GRUB allows the booting of more than one operating system. Normally it will be installed to the 'Master Boot Record' on the first disk drive. Here it can be installed to the MBR of the drive on which the '/boot' directory of the new installation is found - which may be the root ('/') partition, or else a partition of its own (in which case it will not contain a directory called '/boot')!
Alternatively, GRUB may be installed to the partition containing the '/boot' directory of the new installation (as above, either the root partition or else, if the '/boot' directory has its own partition, the partition mounted at '/boot').
A further alternative is to boot the new Linux system from an existing GRUB set-up by adding the entries for the new system to its menu.lst file. At the moment this must be done manually, as it is not easy to know how the other system handles its configuration files (they might be generated automatically, overwriting changes).
Existing bootloaders may also be linked from the new one, if this is installed to the MBR. If these are also GRUB (having menu.lst) an entry for their configuration file can be added to the new menu, otherwise they can be chain-loaded (e.g. GRUB2 or NTFS).
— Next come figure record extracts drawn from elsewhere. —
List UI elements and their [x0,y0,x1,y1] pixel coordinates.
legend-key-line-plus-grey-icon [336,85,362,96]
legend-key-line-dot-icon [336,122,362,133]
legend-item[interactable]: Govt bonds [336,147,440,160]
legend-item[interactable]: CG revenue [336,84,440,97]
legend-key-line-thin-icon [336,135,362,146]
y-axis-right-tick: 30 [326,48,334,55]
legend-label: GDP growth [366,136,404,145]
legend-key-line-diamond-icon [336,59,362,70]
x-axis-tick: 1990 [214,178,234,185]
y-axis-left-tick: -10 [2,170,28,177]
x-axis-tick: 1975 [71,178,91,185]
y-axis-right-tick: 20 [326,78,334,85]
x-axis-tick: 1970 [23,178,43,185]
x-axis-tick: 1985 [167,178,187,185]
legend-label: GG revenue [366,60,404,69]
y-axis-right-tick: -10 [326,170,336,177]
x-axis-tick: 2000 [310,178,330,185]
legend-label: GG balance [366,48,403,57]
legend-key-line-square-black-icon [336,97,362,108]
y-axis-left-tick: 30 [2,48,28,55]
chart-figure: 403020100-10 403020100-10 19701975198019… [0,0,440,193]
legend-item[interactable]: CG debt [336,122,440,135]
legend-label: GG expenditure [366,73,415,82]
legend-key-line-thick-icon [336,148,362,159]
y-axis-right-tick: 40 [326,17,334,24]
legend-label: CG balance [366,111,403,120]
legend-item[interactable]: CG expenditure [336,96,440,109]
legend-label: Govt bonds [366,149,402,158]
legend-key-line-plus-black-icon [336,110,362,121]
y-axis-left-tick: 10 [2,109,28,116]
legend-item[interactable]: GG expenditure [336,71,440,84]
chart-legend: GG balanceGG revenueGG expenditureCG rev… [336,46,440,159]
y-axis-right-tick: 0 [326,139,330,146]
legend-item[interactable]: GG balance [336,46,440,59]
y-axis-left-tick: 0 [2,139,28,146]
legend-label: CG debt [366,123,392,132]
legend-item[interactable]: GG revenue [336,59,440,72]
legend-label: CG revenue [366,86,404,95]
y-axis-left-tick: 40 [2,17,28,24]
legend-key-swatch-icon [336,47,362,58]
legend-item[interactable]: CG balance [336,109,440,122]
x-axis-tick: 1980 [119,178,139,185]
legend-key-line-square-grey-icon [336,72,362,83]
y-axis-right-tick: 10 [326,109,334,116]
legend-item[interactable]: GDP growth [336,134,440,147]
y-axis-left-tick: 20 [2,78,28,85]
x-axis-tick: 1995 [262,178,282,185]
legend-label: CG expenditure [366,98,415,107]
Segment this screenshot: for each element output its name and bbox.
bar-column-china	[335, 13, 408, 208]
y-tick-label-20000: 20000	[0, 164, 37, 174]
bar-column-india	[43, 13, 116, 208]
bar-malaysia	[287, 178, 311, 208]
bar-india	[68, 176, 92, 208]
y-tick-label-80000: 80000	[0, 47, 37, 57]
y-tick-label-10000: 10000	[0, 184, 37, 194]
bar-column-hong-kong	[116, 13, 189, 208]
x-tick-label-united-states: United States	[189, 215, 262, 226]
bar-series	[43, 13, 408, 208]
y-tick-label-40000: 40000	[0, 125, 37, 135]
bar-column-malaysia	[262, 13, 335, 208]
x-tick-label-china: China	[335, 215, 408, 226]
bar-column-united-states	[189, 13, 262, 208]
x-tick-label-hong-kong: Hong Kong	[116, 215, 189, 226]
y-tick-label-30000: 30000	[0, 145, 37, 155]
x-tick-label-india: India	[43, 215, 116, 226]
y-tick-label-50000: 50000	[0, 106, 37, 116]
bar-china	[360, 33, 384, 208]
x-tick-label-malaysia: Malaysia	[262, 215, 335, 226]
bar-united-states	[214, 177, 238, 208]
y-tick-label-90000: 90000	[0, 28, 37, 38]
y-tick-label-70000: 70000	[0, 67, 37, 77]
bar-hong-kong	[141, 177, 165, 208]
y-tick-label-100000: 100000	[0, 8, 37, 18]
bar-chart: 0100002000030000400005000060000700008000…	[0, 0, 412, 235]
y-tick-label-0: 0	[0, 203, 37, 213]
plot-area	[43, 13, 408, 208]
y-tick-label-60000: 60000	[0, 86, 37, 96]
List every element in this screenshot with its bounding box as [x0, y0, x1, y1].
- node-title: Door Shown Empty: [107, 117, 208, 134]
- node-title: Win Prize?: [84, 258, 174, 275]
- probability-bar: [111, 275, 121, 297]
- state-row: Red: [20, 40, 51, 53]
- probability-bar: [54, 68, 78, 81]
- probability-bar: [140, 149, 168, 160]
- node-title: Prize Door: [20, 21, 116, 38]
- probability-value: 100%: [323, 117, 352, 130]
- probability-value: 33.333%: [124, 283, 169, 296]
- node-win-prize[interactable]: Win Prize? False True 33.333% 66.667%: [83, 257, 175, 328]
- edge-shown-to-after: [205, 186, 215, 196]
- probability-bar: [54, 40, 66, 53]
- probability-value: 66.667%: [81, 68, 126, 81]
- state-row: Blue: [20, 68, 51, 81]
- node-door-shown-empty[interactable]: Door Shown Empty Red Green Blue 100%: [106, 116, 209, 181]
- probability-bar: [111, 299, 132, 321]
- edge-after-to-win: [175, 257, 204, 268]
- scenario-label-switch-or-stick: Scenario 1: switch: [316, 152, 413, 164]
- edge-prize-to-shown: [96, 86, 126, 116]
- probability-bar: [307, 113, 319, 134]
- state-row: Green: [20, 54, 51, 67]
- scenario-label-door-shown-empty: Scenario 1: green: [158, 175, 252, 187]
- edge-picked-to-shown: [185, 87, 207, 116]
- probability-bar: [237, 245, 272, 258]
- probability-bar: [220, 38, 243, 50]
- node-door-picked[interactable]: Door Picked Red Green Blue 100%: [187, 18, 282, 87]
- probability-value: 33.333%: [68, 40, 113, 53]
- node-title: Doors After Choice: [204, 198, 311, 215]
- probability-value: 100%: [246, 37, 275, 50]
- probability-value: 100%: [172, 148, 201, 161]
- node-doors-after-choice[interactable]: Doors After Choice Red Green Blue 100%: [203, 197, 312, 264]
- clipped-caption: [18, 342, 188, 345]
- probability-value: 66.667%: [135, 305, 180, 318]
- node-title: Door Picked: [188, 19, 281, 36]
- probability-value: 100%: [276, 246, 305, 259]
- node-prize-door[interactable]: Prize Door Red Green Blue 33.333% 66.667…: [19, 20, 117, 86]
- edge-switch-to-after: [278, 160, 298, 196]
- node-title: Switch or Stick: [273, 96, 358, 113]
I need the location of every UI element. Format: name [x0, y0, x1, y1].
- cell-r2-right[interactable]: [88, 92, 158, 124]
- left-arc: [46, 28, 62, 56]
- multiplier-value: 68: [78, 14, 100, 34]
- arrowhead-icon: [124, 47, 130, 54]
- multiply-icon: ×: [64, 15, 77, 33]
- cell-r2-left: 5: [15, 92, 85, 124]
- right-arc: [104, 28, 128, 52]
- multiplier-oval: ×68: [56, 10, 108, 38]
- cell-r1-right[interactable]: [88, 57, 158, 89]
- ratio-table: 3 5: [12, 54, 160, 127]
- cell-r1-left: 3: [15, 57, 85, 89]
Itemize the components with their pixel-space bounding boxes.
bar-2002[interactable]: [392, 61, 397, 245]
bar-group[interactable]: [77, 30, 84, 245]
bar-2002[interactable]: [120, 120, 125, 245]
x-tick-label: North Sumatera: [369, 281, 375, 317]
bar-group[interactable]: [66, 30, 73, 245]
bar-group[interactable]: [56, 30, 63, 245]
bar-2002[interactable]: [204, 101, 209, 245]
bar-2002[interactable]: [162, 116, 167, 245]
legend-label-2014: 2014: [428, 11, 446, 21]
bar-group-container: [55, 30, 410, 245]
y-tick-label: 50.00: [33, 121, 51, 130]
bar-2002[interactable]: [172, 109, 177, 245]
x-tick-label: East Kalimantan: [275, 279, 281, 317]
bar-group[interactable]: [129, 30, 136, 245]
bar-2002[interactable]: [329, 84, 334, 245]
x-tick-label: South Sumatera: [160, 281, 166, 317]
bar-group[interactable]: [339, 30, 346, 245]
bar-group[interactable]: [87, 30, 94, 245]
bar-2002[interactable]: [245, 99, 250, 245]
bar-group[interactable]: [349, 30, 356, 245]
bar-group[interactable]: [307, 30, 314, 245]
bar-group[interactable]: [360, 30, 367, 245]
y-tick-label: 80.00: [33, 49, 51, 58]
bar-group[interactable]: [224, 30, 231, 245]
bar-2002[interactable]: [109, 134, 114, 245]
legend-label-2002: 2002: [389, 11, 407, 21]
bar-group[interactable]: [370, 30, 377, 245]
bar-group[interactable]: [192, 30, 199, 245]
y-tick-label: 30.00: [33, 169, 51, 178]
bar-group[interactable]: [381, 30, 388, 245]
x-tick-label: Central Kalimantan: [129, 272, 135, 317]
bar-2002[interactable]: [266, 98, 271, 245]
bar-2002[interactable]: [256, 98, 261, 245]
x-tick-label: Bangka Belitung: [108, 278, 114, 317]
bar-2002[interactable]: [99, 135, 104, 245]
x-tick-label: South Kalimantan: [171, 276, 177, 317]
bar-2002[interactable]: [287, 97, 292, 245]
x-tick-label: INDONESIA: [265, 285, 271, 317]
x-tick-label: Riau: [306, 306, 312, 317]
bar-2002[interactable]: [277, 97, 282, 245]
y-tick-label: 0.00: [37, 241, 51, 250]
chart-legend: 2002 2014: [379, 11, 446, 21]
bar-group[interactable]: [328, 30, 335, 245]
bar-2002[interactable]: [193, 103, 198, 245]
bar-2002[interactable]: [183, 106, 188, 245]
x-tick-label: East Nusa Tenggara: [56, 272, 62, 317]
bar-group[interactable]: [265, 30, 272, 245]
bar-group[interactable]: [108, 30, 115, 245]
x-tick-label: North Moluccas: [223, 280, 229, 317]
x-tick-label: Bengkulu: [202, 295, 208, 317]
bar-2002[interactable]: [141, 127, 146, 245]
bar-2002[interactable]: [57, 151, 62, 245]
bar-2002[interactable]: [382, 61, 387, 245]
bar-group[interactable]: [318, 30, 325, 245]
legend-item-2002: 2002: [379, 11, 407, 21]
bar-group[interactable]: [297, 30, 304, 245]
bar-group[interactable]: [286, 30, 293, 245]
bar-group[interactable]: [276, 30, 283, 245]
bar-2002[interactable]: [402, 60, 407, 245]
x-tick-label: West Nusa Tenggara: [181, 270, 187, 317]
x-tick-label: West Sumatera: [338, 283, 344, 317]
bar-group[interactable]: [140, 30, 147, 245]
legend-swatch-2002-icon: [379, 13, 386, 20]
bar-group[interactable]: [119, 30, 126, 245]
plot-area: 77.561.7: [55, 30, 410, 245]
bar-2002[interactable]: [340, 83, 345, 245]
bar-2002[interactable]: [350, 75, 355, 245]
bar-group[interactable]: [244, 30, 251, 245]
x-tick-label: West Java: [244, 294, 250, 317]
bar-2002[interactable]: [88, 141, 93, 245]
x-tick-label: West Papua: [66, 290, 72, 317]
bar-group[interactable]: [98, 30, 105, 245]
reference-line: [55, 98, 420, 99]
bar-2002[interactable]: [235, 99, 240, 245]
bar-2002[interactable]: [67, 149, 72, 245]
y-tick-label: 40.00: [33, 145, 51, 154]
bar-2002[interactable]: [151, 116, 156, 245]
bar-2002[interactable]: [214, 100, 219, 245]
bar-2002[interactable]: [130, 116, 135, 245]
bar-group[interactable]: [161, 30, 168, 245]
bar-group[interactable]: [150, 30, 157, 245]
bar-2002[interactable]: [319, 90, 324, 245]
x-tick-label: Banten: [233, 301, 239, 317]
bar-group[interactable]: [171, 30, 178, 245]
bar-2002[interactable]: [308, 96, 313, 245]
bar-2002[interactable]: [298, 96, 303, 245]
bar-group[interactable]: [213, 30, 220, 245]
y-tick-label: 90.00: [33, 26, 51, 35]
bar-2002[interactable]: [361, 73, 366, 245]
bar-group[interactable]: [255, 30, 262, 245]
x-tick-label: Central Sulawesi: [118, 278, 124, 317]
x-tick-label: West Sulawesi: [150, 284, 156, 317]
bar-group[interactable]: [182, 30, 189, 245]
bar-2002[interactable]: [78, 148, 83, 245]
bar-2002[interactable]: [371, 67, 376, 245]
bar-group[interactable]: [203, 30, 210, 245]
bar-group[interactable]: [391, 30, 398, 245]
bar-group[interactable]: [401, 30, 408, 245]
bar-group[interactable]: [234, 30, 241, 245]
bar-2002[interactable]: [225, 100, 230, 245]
If you have mixed IDE(PATA)/SCSI/SATA devices attached it is quite possible that GRUB will get confused about their order. In other words you might find that the association of GRUB names (hd0, hd1, etc.) to Linux device names (/dev/sda, /dev/sdb, etc.) is incorrect. The result is probably that you will not be able to boot your new system. In this case you will have to manually edit menu.lst and put the correct number after the 'hd' device entries.